Asiddha (unproved reason)
Origin: Aksapada Gautama/Nyāya tradition
Biological Parallel
The asiddha fallacy—asserting explanations before establishing mechanisms—pervades biology. For decades, FOXP2 was called the 'language gene' based on one family's speech disorder, but later work (2008-2018) showed it regulates motor speech in birds, mice, and humans—not language per se—and the claimed human-specific selection signal disappeared. Conversely, lactase persistence was an adaptive story ('dairy cultures evolved to digest milk') until 2002 when researchers identified the -13910 C>T variant in the MCM6 gene, then found *different* mutations producing the same effect in African pastoralists (2007)—mechanism proven through convergent evolution. Prairie voles seemed to prove oxytocin bonding until 2023 CRISPR knockouts showed voles without oxytocin receptors still formed pairs, revealing redundancy nobody predicted. Peppered moth melanism was explained as camouflage adaptation for a century until 2016 transposon mapping pinpointed the exact insertion event in 1819. The Nyāya tradition's demand: prove the reason exists before using it to explain. Hypotheses become explanations only when mechanisms are demonstrated. Unproved reasons are narrative placeholders—FOXP2 as placeholder collapsed; lactase persistence as placeholder solidified.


▶ _PROMPT_
For the entries below, state how many lines contain the string "Liberals". Add nothing else.

▶ _ENTRIES SHOWN_
....
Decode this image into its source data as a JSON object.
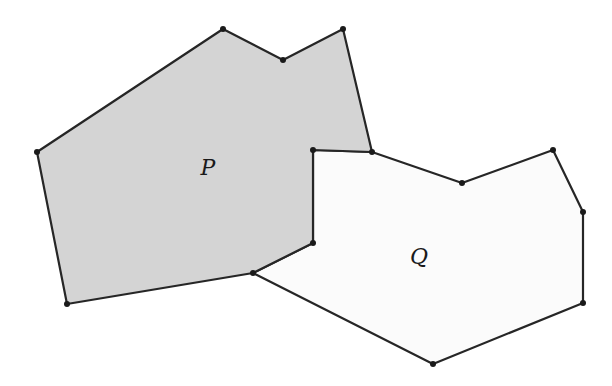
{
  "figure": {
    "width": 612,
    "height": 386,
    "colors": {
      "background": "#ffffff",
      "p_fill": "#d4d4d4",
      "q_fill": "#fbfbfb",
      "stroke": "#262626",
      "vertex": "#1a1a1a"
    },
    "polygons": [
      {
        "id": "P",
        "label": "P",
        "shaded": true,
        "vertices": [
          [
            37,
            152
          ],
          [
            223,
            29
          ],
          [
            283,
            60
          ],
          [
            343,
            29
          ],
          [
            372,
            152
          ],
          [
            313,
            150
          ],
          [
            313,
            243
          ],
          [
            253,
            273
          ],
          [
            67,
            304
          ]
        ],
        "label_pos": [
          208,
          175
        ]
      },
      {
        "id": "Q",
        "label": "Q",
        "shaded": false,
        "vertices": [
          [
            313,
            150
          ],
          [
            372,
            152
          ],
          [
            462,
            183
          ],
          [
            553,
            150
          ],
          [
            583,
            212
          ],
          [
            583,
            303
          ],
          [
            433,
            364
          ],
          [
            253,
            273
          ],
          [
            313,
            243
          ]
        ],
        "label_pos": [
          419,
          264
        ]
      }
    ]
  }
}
....
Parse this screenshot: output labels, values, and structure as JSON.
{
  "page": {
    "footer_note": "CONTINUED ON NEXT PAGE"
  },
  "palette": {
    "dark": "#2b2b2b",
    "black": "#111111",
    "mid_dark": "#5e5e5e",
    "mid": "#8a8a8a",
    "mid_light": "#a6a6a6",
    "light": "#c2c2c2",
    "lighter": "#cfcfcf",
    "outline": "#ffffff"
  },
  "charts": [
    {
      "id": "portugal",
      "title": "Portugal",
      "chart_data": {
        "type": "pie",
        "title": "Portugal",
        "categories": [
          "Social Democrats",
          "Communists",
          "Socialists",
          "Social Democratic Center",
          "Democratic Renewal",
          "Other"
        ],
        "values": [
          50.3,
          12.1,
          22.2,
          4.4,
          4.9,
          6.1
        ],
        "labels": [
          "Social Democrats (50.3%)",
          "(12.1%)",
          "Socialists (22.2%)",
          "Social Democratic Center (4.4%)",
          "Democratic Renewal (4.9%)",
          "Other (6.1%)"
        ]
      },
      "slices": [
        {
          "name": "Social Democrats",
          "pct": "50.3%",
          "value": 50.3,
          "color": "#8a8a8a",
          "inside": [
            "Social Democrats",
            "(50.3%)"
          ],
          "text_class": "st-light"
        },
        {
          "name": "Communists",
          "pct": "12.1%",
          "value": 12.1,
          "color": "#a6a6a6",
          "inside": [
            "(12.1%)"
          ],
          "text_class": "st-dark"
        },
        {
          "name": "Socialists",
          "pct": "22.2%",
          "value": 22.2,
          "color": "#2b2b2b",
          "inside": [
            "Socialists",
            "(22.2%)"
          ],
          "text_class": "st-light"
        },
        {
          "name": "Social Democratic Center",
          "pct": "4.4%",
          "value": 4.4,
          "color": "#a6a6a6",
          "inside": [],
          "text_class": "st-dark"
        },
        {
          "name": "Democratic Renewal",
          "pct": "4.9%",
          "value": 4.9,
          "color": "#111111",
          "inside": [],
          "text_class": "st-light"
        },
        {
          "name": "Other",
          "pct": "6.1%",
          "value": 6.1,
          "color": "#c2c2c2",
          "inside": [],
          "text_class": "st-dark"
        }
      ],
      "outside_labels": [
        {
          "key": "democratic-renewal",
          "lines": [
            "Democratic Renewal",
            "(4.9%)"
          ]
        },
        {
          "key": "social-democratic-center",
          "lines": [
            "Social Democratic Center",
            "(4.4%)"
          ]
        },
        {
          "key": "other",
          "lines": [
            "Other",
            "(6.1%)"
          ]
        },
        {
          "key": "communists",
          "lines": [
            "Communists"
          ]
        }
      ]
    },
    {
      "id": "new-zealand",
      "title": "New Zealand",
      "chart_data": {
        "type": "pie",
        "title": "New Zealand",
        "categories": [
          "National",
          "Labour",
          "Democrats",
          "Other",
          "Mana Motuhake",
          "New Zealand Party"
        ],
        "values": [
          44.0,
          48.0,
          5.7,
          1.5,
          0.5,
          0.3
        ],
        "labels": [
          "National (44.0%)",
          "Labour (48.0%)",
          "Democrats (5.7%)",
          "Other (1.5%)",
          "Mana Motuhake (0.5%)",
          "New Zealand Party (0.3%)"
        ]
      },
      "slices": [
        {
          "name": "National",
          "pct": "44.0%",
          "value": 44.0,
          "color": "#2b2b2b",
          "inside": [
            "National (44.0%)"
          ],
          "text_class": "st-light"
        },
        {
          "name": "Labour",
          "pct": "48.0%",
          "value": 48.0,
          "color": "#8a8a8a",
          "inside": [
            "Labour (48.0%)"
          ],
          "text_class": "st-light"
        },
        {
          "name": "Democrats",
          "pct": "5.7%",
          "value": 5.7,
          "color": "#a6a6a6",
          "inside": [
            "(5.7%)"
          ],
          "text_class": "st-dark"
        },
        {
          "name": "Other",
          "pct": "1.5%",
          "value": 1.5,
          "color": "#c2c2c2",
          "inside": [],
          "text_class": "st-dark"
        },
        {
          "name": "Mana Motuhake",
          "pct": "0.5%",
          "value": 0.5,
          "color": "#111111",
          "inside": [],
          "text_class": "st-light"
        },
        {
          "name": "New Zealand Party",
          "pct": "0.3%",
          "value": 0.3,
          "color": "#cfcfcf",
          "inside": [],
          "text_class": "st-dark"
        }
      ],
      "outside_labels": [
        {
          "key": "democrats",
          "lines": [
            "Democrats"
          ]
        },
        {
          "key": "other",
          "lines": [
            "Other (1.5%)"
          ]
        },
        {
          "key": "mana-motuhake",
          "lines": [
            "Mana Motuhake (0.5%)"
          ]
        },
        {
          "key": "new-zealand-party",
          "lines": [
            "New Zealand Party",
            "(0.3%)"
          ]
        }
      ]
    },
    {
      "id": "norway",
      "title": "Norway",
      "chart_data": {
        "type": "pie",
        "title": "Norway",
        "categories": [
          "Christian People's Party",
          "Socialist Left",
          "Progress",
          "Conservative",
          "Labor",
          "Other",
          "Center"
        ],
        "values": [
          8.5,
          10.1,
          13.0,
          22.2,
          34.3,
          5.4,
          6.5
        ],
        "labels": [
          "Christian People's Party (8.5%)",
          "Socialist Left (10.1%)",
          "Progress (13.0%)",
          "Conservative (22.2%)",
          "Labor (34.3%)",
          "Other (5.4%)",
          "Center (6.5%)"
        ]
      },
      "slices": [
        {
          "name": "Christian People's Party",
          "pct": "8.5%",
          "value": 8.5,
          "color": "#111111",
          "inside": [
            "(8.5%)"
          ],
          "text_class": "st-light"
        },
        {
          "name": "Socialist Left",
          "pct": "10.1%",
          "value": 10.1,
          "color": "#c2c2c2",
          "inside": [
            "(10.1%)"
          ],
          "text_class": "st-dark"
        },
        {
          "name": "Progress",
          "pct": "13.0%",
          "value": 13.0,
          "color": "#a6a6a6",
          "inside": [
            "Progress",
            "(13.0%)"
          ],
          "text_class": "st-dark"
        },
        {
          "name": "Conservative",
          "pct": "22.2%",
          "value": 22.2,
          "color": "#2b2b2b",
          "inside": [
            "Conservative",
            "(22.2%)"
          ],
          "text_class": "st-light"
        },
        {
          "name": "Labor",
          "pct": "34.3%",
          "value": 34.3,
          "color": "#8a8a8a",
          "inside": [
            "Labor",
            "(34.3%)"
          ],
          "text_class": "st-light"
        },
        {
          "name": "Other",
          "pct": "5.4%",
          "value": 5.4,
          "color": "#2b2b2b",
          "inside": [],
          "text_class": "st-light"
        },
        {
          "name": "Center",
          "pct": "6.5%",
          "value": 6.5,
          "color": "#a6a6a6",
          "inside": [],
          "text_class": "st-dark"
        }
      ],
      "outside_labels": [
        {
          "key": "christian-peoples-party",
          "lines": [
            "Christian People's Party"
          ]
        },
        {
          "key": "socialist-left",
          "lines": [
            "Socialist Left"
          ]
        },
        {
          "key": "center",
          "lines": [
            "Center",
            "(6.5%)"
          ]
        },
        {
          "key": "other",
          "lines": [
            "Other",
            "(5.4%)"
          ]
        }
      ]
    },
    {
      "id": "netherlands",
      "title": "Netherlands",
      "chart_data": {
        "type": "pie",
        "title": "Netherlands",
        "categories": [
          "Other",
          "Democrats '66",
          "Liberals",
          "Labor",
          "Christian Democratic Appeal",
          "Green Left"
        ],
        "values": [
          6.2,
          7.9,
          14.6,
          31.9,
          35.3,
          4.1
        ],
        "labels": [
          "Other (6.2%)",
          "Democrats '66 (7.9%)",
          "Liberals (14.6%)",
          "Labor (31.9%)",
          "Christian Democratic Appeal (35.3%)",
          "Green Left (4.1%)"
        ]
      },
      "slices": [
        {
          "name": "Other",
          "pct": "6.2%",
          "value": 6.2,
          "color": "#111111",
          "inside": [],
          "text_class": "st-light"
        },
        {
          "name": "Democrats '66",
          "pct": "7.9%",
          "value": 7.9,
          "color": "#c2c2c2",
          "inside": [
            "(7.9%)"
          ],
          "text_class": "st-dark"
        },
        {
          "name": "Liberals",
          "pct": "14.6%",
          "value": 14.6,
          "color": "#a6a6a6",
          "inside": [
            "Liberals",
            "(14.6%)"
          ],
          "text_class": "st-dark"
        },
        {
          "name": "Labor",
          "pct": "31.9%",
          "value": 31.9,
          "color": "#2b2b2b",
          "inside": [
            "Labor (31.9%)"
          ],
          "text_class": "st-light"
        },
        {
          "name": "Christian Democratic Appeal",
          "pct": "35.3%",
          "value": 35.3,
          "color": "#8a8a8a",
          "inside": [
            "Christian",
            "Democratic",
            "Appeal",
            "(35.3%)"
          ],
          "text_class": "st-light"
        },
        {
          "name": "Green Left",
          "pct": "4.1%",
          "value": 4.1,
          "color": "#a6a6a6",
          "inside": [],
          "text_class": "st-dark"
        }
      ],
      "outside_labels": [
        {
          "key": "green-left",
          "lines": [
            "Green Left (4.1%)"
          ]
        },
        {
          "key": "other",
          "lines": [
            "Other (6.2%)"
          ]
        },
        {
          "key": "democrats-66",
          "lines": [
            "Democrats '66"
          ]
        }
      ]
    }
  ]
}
....
▶ _RESPONSE AREA_
4